2026 Harley-Davidson CVO Street Glide ST
Harley's performance bagger deletes the VVT to chase peak power, and the result is a 45,000-dollar Street Glide that genuinely rides like it has something to prove.
The Good
- The 121 High Output motor revs like no bagger should and pulls to 80 in 3.4 seconds
- Adjustable Showa and Brembo chassis genuinely hides the weight once you're rolling
- Massive seat and huge wind protection make it a peak highway-comfort machine
The Bad
- Deleting the VVT costs real low-end smoothness, and the sportier modes turn jerky if you're lazy on the clutch
- Low-speed weight is a handful and the kickstand lets the bike roll forward when you park it
- Oversized levers kill a two-finger clutch, and it all starts at $45,000
The Bagger That Made Me Forget It Weighed 816 Pounds
I said yes to this bike faster than I've said yes to anything in my life. Harley called, asked if I wanted their CVO Street Glide ST for a month, and I was already reaching for my helmet. I'm a sporty rider. A big classic bagger is not my usual thing. But the ST package changes the math.
Here's the thing. This is a 45,000-dollar motorcycle that weighs 816 pounds, and it spent the entire first ride trying to convince me it was something lighter and meaner. Sometimes it worked. Sometimes it very much did not.
Performance Highlights
Start with the engine, because it's the whole story. This is the 121 cubic inch Milwaukee-Eight, the High Output version, which means Harley pulled the variable valve timing off the standard motor to chase peak power. You get 145 pound-feet of torque and a redline that climbs higher than any touring Harley has business seeing. What you lose is the buttery bottom end. What you gain is a Harley that actually wants to rev.
And I loved that. Roll it into the meat of the power and it comes on revvy and sporty, which is not a sentence you get to write about a bagger. For the 40 to 80 pull I started in second gear, because you have to, and it hit 80 in 3.40 seconds. On an 816 pound motorcycle. It threw me into the backrest and I laughed inside my helmet.
My one complaint is the exact thing I love. The fun lives in a short window up high, so right as this thing hits peak excitement, I have to shift and start the whole game over. It reminds me of a small, punchy bike where you're always rowing the gearbox to keep the party going, except now you're doing it at highway speed on something enormous. I just wanted the party to last a beat longer.
The chassis is the real surprise. It's Showa front and rear, and it showed up set so hard and racy that I softened the rear just to keep myself out of trouble. You feel the bumps, but you also get a confidence to push that no bagger should hand you. The Brembos and the electronically linked braking do a genuinely solid job hauling this thing down, though you never quite forget the weight. You are not stopping this on a dime, and it will remind you of that.
Closer Look
Swipe to explore.
Aggressive and fun are two adjectives you don't normally use to describe a Harley, but the CVO ST very much has those.
Rider Experience & Tech
Comfort is where it stops arguing and just wins. The seat is massive, my whole body sinks into it, and that backrest catches you when the power throws you back. On the highway there's so much wind protection that nothing touches me until the very top of my Shoei. No buffeting, no shaking. Harley even built the famous shake to only show up when you're stopped, so the second you roll, it goes smooth. This is peak highway riding.
The tech is all here too. A 12.3 inch touchscreen with CarPlay, eight ride modes, cornering ABS and traction control, and a hill hold that buzzes the front brake lever so you know it's holding. Little haptic touches like that are the stuff I appreciate.
Then there's the part that keeps this from being easy. At low speed you feel every one of those 816 pounds, especially with the wheel turned at a stop or backing up a driveway, and it has caught me out more than once. The levers are so big I can't run a two-finger clutch, so I drag the whole lever back to the bar every time. And I gotta be honest, the kickstand terrifies me. The bike rolls forward as you set it down, and my anxiety spikes every single time I park it.
The Chase Score & Final Thoughts
With a Chase Score of 68 out of 100, the CVO Street Glide ST lands firmly in Good territory, and it gets there in an unusual way. The ride and the usability came out dead even at 34 apiece, which tells you exactly what this bike is. Genuinely fun and genuinely comfortable, held back by heavy low-speed manners and a price that opens at 45 grand.
So who is this for? The Harley lifer who loves the life but keeps wishing their American cruiser had a little more sport in it. This gives you that in a way you won't see coming. Skip it if you want something easy to paddle around a parking lot, or if 45,000 dollars makes your wallet flinch. Because aggressive and fun are two words you never use on a Harley, and this one actually earns them both.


WHAT TO WORK ON> From the first line to the last, reproduce the records below exactly, omitting any picture.

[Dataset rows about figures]
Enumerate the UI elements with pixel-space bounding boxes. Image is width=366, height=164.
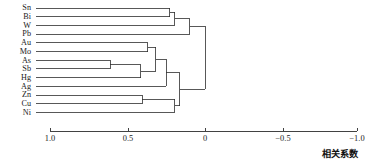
leaf-label-as: As [22,56,31,65]
leaf-label-ni: Ni [23,108,32,117]
x-axis-tick-label-3: −0.5 [275,134,290,143]
leaf-label-au: Au [21,38,31,47]
x-axis-title: 相关系数 [322,148,359,159]
leaf-label-group: SnBiWPbAuMoAsSbHgAgZnCuNi [20,3,32,116]
leaf-label-zn: Zn [22,90,31,99]
x-axis [50,128,357,132]
x-axis-tick-label-1: 0.5 [123,134,133,143]
dendrogram-plot: SnBiWPbAuMoAsSbHgAgZnCuNi 1.00.50−0.5−1.… [0,0,366,164]
dendrogram-chart: SnBiWPbAuMoAsSbHgAgZnCuNi 1.00.50−0.5−1.… [0,0,366,164]
leaf-label-ag: Ag [21,82,31,91]
leaf-label-sb: Sb [22,64,31,73]
leaf-label-hg: Hg [21,73,31,82]
dendrogram-link-group [36,8,205,112]
leaf-label-bi: Bi [23,12,31,21]
x-axis-tick-label-0: 1.0 [45,134,55,143]
leaf-label-sn: Sn [22,3,31,12]
x-axis-tick-label-2: 0 [203,134,207,143]
leaf-label-pb: Pb [22,29,31,38]
leaf-label-cu: Cu [21,99,31,108]
leaf-label-w: W [23,21,31,30]
x-axis-tick-label-group: 1.00.50−0.5−1.0 [45,134,365,143]
x-axis-tick-label-4: −1.0 [349,134,364,143]
leaf-label-mo: Mo [20,47,31,56]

FINAL ANSWER>
Enumerate the UI elements with pixel-space bounding boxes. Image is width=366, height=164.
leaf-label-as: As [22,56,31,65]
leaf-label-ni: Ni [23,108,32,117]
x-axis-tick-label-3: −0.5 [275,134,290,143]
leaf-label-au: Au [21,38,31,47]
x-axis-title: 相关系数 [322,148,359,159]
leaf-label-group: SnBiWPbAuMoAsSbHgAgZnCuNi [20,3,32,116]
leaf-label-zn: Zn [22,90,31,99]
x-axis [50,128,357,132]
x-axis-tick-label-1: 0.5 [123,134,133,143]
dendrogram-plot: SnBiWPbAuMoAsSbHgAgZnCuNi 1.00.50−0.5−1.… [0,0,366,164]
dendrogram-chart: SnBiWPbAuMoAsSbHgAgZnCuNi 1.00.50−0.5−1.… [0,0,366,164]
leaf-label-ag: Ag [21,82,31,91]
leaf-label-sb: Sb [22,64,31,73]
leaf-label-hg: Hg [21,73,31,82]
dendrogram-link-group [36,8,205,112]
leaf-label-bi: Bi [23,12,31,21]
x-axis-tick-label-0: 1.0 [45,134,55,143]
leaf-label-sn: Sn [22,3,31,12]
x-axis-tick-label-2: 0 [203,134,207,143]
leaf-label-pb: Pb [22,29,31,38]
leaf-label-cu: Cu [21,99,31,108]
leaf-label-w: W [23,21,31,30]
x-axis-tick-label-group: 1.00.50−0.5−1.0 [45,134,365,143]
x-axis-tick-label-4: −1.0 [349,134,364,143]
leaf-label-mo: Mo [20,47,31,56]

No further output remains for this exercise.